From rights and protection to care and upbringing: a reflexive account of changing rationalities of residential child care
Abstract
In this submission I use previously published works, my book Rethinking Residential
Child Care and two articles ‘Reading Bauman for Social Work’ and ‘Care Ethics in
Residential Child Care: A Different Voice’, to develop a critical account of changing
rationalities of care in the context of residential child care. Much of my writing
draws upon professional experience gained over 20 years of residential child care
practice and I begin this account by justifying the use of this experience as the basis
of professional and academic knowledge. I then go on to explicate some of the
discursive influences that have fed into the way that residential child care is currently
constituted. Specifically, I locate many current assumptions and practices within
dominant neoliberal political systems and assumptions. This has led to the
commodification, instrumentalisation and, within an increasingly regulated polity,
the bureaucratisation of public care. Against this backdrop, public care is conceived
of in narrow and abstract concerns around rights and protection. The concepts of care
itself and of upbringing that ought to be at the heart of adult engagement with
children are left, largely, unarticulated. I seek to address this gap by developing
possible conceptualisations of care and upbringing. I conclude by arguing that
residential child care and, indeed, much public care, is governed by the wrong
rationalities, by economic and administrative priorities rather than caring and
relational ones. Finally, I suggest some directions that future work might take.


(Problem requirements): Take from the data every line in which the word "tick" is found.

Records from a collection of figures
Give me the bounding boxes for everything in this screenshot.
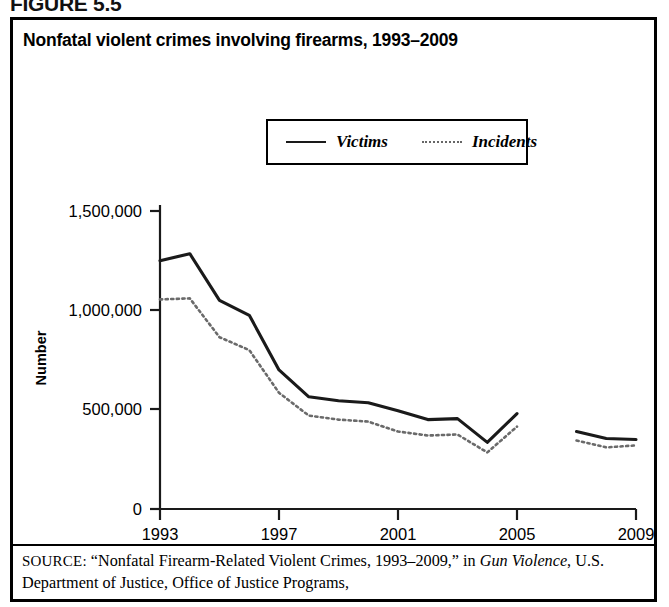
y-axis-title: Number [33,313,49,403]
figure-number-label: FIGURE 5.5 [10,0,121,16]
legend-entry-victims: Victims [286,132,388,152]
x-tick-label-1993: 1993 [120,525,200,544]
legend-swatch-dotted-line-icon [422,141,462,143]
x-tick-label-2005: 2005 [477,525,557,544]
legend-label-incidents: Incidents [472,132,537,152]
chart-title: Nonfatal violent crimes involving firear… [23,30,458,51]
x-tick-label-2001: 2001 [358,525,438,544]
y-tick-label-1500000: 1,500,000 [46,202,142,221]
x-tick-label-2009: 2009 [596,525,669,544]
y-tick-label-500000: 500,000 [46,400,142,419]
x-tick-label-1997: 1997 [239,525,319,544]
source-divider [13,544,654,546]
y-tick-label-0: 0 [46,500,142,519]
source-quoted-title: “Nonfatal Firearm-Related Violent Crimes… [91,552,476,570]
legend-entry-incidents: Incidents [422,132,537,152]
chart-legend: Victims Incidents [266,119,528,165]
legend-label-victims: Victims [336,132,388,152]
y-tick-label-1000000: 1,000,000 [46,301,142,320]
source-keyword: SOURCE: [22,553,87,569]
source-italic-work: Gun Violence [480,552,567,570]
legend-swatch-solid-line-icon [286,141,326,143]
source-note: SOURCE: “Nonfatal Firearm-Related Violen… [22,551,652,594]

(Answer section):
x-tick-label-1993: 1993 [120,525,200,544]
x-tick-label-2005: 2005 [477,525,557,544]
x-tick-label-2001: 2001 [358,525,438,544]
y-tick-label-1500000: 1,500,000 [46,202,142,221]
x-tick-label-2009: 2009 [596,525,669,544]
y-tick-label-500000: 500,000 [46,400,142,419]
x-tick-label-1997: 1997 [239,525,319,544]
y-tick-label-0: 0 [46,500,142,519]
y-tick-label-1000000: 1,000,000 [46,301,142,320]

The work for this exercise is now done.